LSO/Antonio Pappano at the Barbican review: the incoming director conjured the richest sounds from the players

If orchestras were football teams, the LSO would certainly be in the running for the Premier League title
Mark Allan
Nick Kimberley19 April 2024

If Antonio Pappano had been a character in a Damon Runyon story, he might have been called Tony Two-Jobs. Not only is he in the closing weeks of a 22-year stint as music director of the Royal Opera House, he is also music director designate of the London Symphony Orchestra.

He will get the job proper in September, inheriting his position from Simon Rattle, who, when he departed in 2023, left the orchestra in good shape.

Pappano may not be as bold a music director as Rattle, but he’s more than a safe pair of hands. He has said that British symphonists will be a focal point of his tenure, and last night’s concert offered a taste of things to come.

The main work on the programme was Vaughan Williams’ Fifth Symphony, premiered in 1943 and given a performance both well-paced and lovingly detailed: if orchestras were football teams, the LSO would certainly be in the running for the Premier League title.

Pappano knows how to conjure the richest sounds from his players, yet there was no trace of exaggeration, no lingering but no rush either.

The symphony’s very opening moments brought an almost menacing glower from the low strings and brass. In the third movement Romanza, oboe and cor anglais intertwined lovingly while the lead violin unfurled a brief but ravishing solo.

Mark Allan

It wasn’t all sheer gorgeousness; despite its date, VW’s Fifth is not a “war symphony”, but every movement had its ominous moments. As you might expect from such an expert opera conductor, Pappano made them count.

Vaughan Williams and Maurice Ravel were good friends: at one point, VW studied with the French composer, his junior by three years. Ravel said of his Piano Concerto in G that he wanted to write “a brilliant work, clearly highlighting the soloist’s virtuosity, without seeking to show profundity”.

In Bertrand Chamayou’s performance, there was brilliance aplenty, of a kind that has its own profundity. With his flying fingers, he made everything seem easy: a languorous musing that repeatedly gave way to frenzied exuberance, the cartoonish humour. To calm us all down, he offered an encore of Debussy’s The Girl with the Flaxen Hair.

Pappano opened the concert with the suite that David Raksin made from his score for the 1952 Hollywood film The Bad and the Beautiful. Who could resist a work that has a movement entitled The Quickies and the Sneak Preview?

It was hard not to try to imagine scenes to match the music’s glamorous sheen: someone walking jauntily down a busy street, taxis whizzing by; a goodnight kiss on a half-lit doorstep. Nothing like the actual film, I’m sure, but Raksin’s lush score, exquisitely played, was hard to resist.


• ASSIGNED TASK:
Every line in the entries where "español" is found should be copied.

• INFORMATION SUPPLIED:

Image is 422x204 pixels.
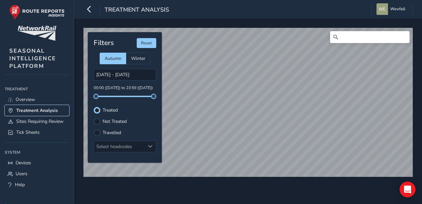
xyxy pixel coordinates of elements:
[16,96,35,103] span: Overview
[5,168,69,179] a: Users
[105,6,169,15] span: Treatment Analysis
[18,26,56,41] img: customer logo
[131,55,145,62] span: Winter
[376,3,388,15] img: diamond-layout
[103,108,118,112] label: Treated
[83,28,413,177] canvas: Map
[103,130,121,135] label: Travelled
[94,141,145,152] div: Select headcodes
[94,39,114,47] h4: Filters
[399,181,415,197] div: Open Intercom Messenger
[5,147,69,157] div: System
[94,85,156,91] p: 00:00 ([DATE]) to 23:59 ([DATE])
[5,127,69,138] a: Tick Sheets
[330,31,409,43] input: Search
[16,170,27,177] span: Users
[9,5,65,20] img: rr logo
[16,159,31,166] span: Devices
[16,118,64,124] span: Sites Requiring Review
[390,3,405,15] span: Wexfall
[15,181,25,188] span: Help
[5,116,69,127] a: Sites Requiring Review
[16,107,58,113] span: Treatment Analysis
[126,53,150,64] div: Winter
[5,157,69,168] a: Devices
[5,94,69,105] a: Overview
[376,3,408,15] button: Wexfall
[5,105,69,116] a: Treatment Analysis
[137,38,156,48] button: Reset
[5,179,69,190] a: Help
[16,129,40,135] span: Tick Sheets
[103,119,127,124] label: Not Treated
[5,84,69,94] div: Treatment
[100,53,126,64] div: Autumn
[105,55,121,62] span: Autumn
[9,47,56,70] span: SEASONAL INTELLIGENCE PLATFORM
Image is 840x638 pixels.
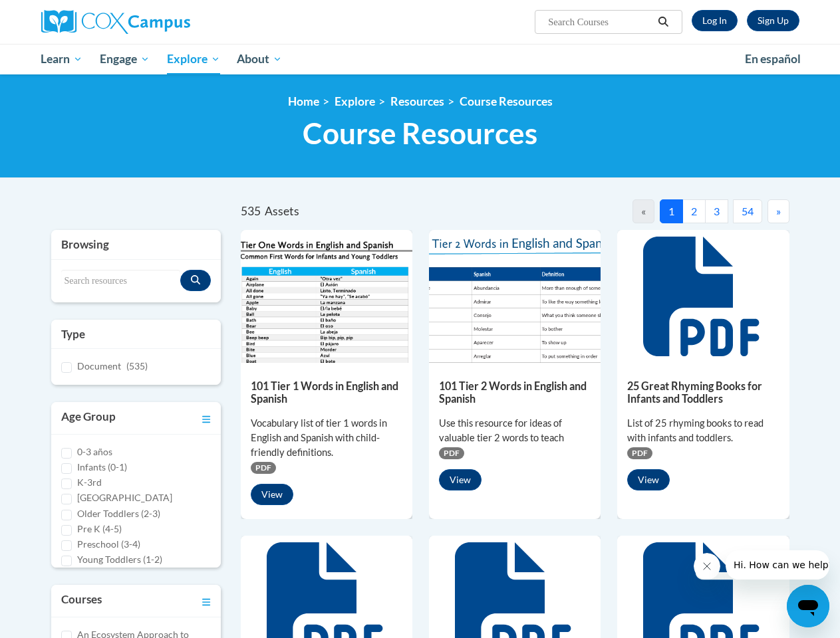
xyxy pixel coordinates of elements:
[694,553,721,580] iframe: Close message
[777,205,781,217] span: »
[241,230,412,363] img: d35314be-4b7e-462d-8f95-b17e3d3bb747.pdf
[288,95,319,109] a: Home
[439,448,464,460] span: PDF
[61,236,211,253] h3: Browsing
[41,10,190,34] img: Cox Campus
[627,469,670,491] button: View
[787,585,830,628] iframe: Button to launch messaging window
[126,361,148,372] span: (535)
[61,327,211,342] h3: Type
[768,200,790,223] button: Next
[439,469,482,491] button: View
[61,270,180,293] input: Search resources
[627,416,779,446] div: List of 25 rhyming books to read with infants and toddlers.
[61,409,116,428] h3: Age Group
[627,380,779,406] h5: 25 Great Rhyming Books for Infants and Toddlers
[439,416,590,446] div: Use this resource for ideas of valuable tier 2 words to teach
[439,380,590,406] h5: 101 Tier 2 Words in English and Spanish
[203,592,211,610] a: Toggle collapse
[429,230,601,363] img: 836e94b2-264a-47ae-9840-fb2574307f3b.pdf
[692,10,737,31] a: Log In
[250,380,403,406] h5: 101 Tier 1 Words in English and Spanish
[77,460,127,475] label: Infants (0-1)
[100,51,150,67] span: Engage
[241,204,261,218] span: 535
[335,95,375,109] a: Explore
[745,52,801,66] span: En español
[747,10,800,31] a: Register
[705,200,729,223] button: 3
[683,200,706,223] button: 2
[77,491,172,505] label: [GEOGRAPHIC_DATA]
[515,200,790,223] nav: Pagination Navigation
[726,550,830,580] iframe: Message from company
[77,445,112,460] label: 0-3 años
[77,522,122,536] label: Pre K (4-5)
[660,200,683,223] button: 1
[8,10,108,20] span: Hi. How can we help?
[250,484,293,505] button: View
[250,416,403,460] div: Vocabulary list of tier 1 words in English and Spanish with child-friendly definitions.
[547,14,653,30] input: Search Courses
[61,592,102,610] h3: Courses
[167,51,220,67] span: Explore
[737,45,810,73] a: En español
[653,14,673,30] button: Search
[77,475,102,490] label: K-3rd
[250,462,276,474] span: PDF
[237,51,282,67] span: About
[203,409,211,428] a: Toggle collapse
[77,553,163,568] label: Young Toddlers (1-2)
[41,51,83,67] span: Learn
[41,10,281,34] a: Cox Campus
[158,43,229,75] a: Explore
[264,204,299,218] span: Assets
[228,43,290,75] a: About
[390,95,444,109] a: Resources
[77,507,160,522] label: Older Toddlers (2-3)
[627,448,652,460] span: PDF
[303,116,537,151] span: Course Resources
[77,361,121,372] span: Document
[733,200,763,223] button: 54
[460,95,553,109] a: Course Resources
[91,43,158,75] a: Engage
[77,537,140,552] label: Preschool (3-4)
[32,43,92,75] a: Learn
[31,43,810,75] div: Main menu
[180,270,211,291] button: Search resources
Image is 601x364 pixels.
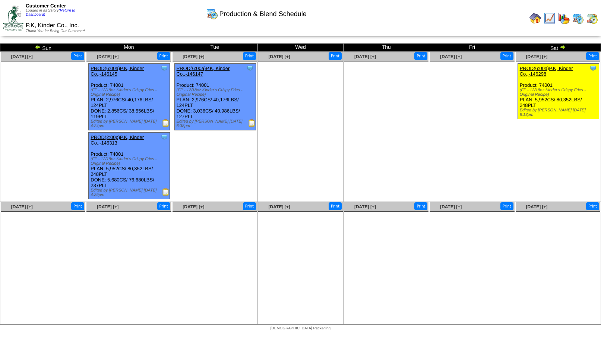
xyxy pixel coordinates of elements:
[440,54,461,59] a: [DATE] [+]
[26,9,75,17] span: Logged in as Sstory
[89,133,170,199] div: Product: 74001 PLAN: 5,952CS / 80,352LBS / 248PLT DONE: 5,680CS / 76,680LBS / 237PLT
[246,64,254,72] img: Tooltip
[343,44,429,52] td: Thu
[354,204,376,209] a: [DATE] [+]
[97,54,118,59] a: [DATE] [+]
[414,52,427,60] button: Print
[354,54,376,59] a: [DATE] [+]
[174,64,256,130] div: Product: 74001 PLAN: 2,976CS / 40,176LBS / 124PLT DONE: 3,036CS / 40,986LBS / 127PLT
[34,44,41,50] img: arrowleft.gif
[157,52,170,60] button: Print
[26,3,66,9] span: Customer Center
[161,64,168,72] img: Tooltip
[329,202,342,210] button: Print
[182,204,204,209] a: [DATE] [+]
[269,204,290,209] a: [DATE] [+]
[519,88,598,97] div: (FP - 12/18oz Kinder's Crispy Fries - Original Recipe)
[519,66,573,77] a: PROD(6:00a)P.K, Kinder Co.,-146298
[71,202,84,210] button: Print
[586,202,599,210] button: Print
[71,52,84,60] button: Print
[26,9,75,17] a: (Return to Dashboard)
[26,29,85,33] span: Thank You for Being Our Customer!
[91,119,169,128] div: Edited by [PERSON_NAME] [DATE] 4:24pm
[270,326,331,331] span: [DEMOGRAPHIC_DATA] Packaging
[91,134,144,146] a: PROD(2:00p)P.K, Kinder Co.,-146313
[243,202,256,210] button: Print
[586,52,599,60] button: Print
[525,54,547,59] a: [DATE] [+]
[157,202,170,210] button: Print
[559,44,565,50] img: arrowright.gif
[161,133,168,141] img: Tooltip
[11,204,33,209] a: [DATE] [+]
[206,8,218,20] img: calendarprod.gif
[97,204,118,209] a: [DATE] [+]
[525,204,547,209] a: [DATE] [+]
[414,202,427,210] button: Print
[176,119,256,128] div: Edited by [PERSON_NAME] [DATE] 6:38pm
[500,52,513,60] button: Print
[176,88,256,97] div: (FP - 12/18oz Kinder's Crispy Fries - Original Recipe)
[518,64,598,119] div: Product: 74001 PLAN: 5,952CS / 80,352LBS / 248PLT
[429,44,515,52] td: Fri
[243,52,256,60] button: Print
[558,12,570,24] img: graph.gif
[182,54,204,59] a: [DATE] [+]
[0,44,86,52] td: Sun
[589,64,597,72] img: Tooltip
[500,202,513,210] button: Print
[257,44,343,52] td: Wed
[86,44,172,52] td: Mon
[248,119,256,127] img: Production Report
[519,108,598,117] div: Edited by [PERSON_NAME] [DATE] 8:13pm
[91,188,169,197] div: Edited by [PERSON_NAME] [DATE] 4:29pm
[269,54,290,59] a: [DATE] [+]
[440,204,461,209] a: [DATE] [+]
[11,54,33,59] a: [DATE] [+]
[91,157,169,166] div: (FP - 12/18oz Kinder's Crispy Fries - Original Recipe)
[89,64,170,130] div: Product: 74001 PLAN: 2,976CS / 40,176LBS / 124PLT DONE: 2,856CS / 38,556LBS / 119PLT
[3,6,24,31] img: ZoRoCo_Logo(Green%26Foil)%20jpg.webp
[529,12,541,24] img: home.gif
[162,119,169,127] img: Production Report
[176,66,230,77] a: PROD(6:00a)P.K, Kinder Co.,-146147
[91,88,169,97] div: (FP - 12/18oz Kinder's Crispy Fries - Original Recipe)
[91,66,144,77] a: PROD(6:00a)P.K, Kinder Co.,-146145
[219,10,307,18] span: Production & Blend Schedule
[162,188,169,195] img: Production Report
[26,22,79,29] span: P.K, Kinder Co., Inc.
[172,44,257,52] td: Tue
[572,12,583,24] img: calendarprod.gif
[586,12,598,24] img: calendarinout.gif
[515,44,601,52] td: Sat
[329,52,342,60] button: Print
[543,12,555,24] img: line_graph.gif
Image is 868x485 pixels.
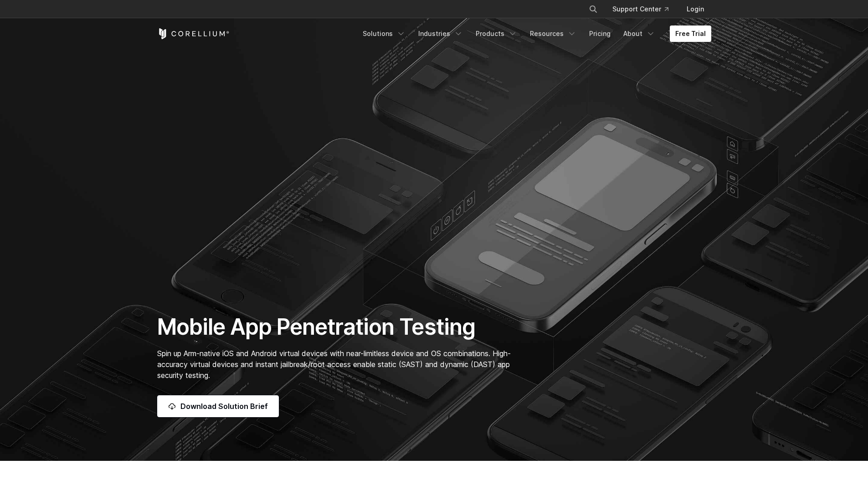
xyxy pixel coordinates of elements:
[470,25,523,42] a: Products
[680,1,711,17] a: Login
[157,313,520,341] h1: Mobile App Penetration Testing
[157,395,279,417] a: Download Solution Brief
[180,401,268,411] span: Download Solution Brief
[618,25,660,42] a: About
[157,349,511,380] span: Spin up Arm-native iOS and Android virtual devices with near-limitless device and OS combinations...
[585,1,601,17] button: Search
[670,25,711,42] a: Free Trial
[578,1,711,17] div: Navigation Menu
[357,25,411,42] a: Solutions
[413,25,468,42] a: Industries
[605,1,676,17] a: Support Center
[357,25,711,42] div: Navigation Menu
[157,28,229,39] a: Corellium Home
[525,25,582,42] a: Resources
[583,25,616,42] a: Pricing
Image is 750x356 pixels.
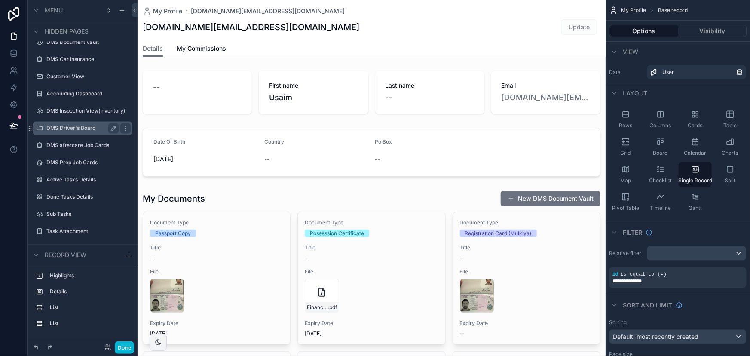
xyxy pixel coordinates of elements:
[46,193,131,200] label: Done Tasks Details
[620,177,631,184] span: Map
[46,211,131,217] label: Sub Tasks
[644,189,677,215] button: Timeline
[612,205,639,211] span: Pivot Table
[621,150,631,156] span: Grid
[621,7,646,14] span: My Profile
[650,205,671,211] span: Timeline
[50,272,129,279] label: Highlights
[50,304,129,311] label: List
[653,150,668,156] span: Board
[644,162,677,187] button: Checklist
[153,7,182,15] span: My Profile
[689,205,702,211] span: Gantt
[644,134,677,160] button: Board
[143,21,359,33] h1: [DOMAIN_NAME][EMAIL_ADDRESS][DOMAIN_NAME]
[609,69,643,76] label: Data
[644,107,677,132] button: Columns
[46,107,131,114] label: DMS Inspection View(Inventory)
[619,122,632,129] span: Rows
[679,134,712,160] button: Calendar
[649,177,672,184] span: Checklist
[623,89,647,98] span: Layout
[609,134,642,160] button: Grid
[177,44,226,53] span: My Commissions
[50,320,129,327] label: List
[609,329,747,344] button: Default: most recently created
[650,122,671,129] span: Columns
[613,333,698,340] span: Default: most recently created
[45,6,63,15] span: Menu
[623,301,672,309] span: Sort And Limit
[50,288,129,295] label: Details
[678,177,712,184] span: Single Record
[45,27,89,36] span: Hidden pages
[115,341,134,354] button: Done
[609,107,642,132] button: Rows
[609,319,627,326] label: Sorting
[45,251,86,259] span: Record view
[609,162,642,187] button: Map
[713,107,747,132] button: Table
[46,159,131,166] label: DMS Prep Job Cards
[684,150,707,156] span: Calendar
[46,90,131,97] label: Accounting Dashboard
[46,228,131,235] label: Task Attachment
[722,150,738,156] span: Charts
[609,189,642,215] button: Pivot Table
[28,265,138,339] div: scrollable content
[623,228,642,237] span: Filter
[46,176,131,183] label: Active Tasks Details
[620,271,667,277] span: is equal to (=)
[612,271,619,277] span: id
[679,162,712,187] button: Single Record
[679,189,712,215] button: Gantt
[177,41,226,58] a: My Commissions
[609,250,643,257] label: Relative filter
[725,177,735,184] span: Split
[46,125,115,132] label: DMS Driver's Board
[658,7,688,14] span: Base record
[662,69,674,76] span: User
[46,73,131,80] label: Customer View
[679,107,712,132] button: Cards
[143,7,182,15] a: My Profile
[609,25,678,37] button: Options
[713,162,747,187] button: Split
[647,65,747,79] a: User
[623,48,638,56] span: View
[191,7,345,15] a: [DOMAIN_NAME][EMAIL_ADDRESS][DOMAIN_NAME]
[723,122,737,129] span: Table
[143,41,163,57] a: Details
[688,122,703,129] span: Cards
[713,134,747,160] button: Charts
[678,25,747,37] button: Visibility
[46,56,131,63] label: DMS Car Insurance
[143,44,163,53] span: Details
[46,142,131,149] label: DMS aftercare Job Cards
[46,39,131,46] label: DMS Document Vault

• COMPLETED EXERCISE:
[745,52,801,66] span: En español
[737,45,810,73] a: En español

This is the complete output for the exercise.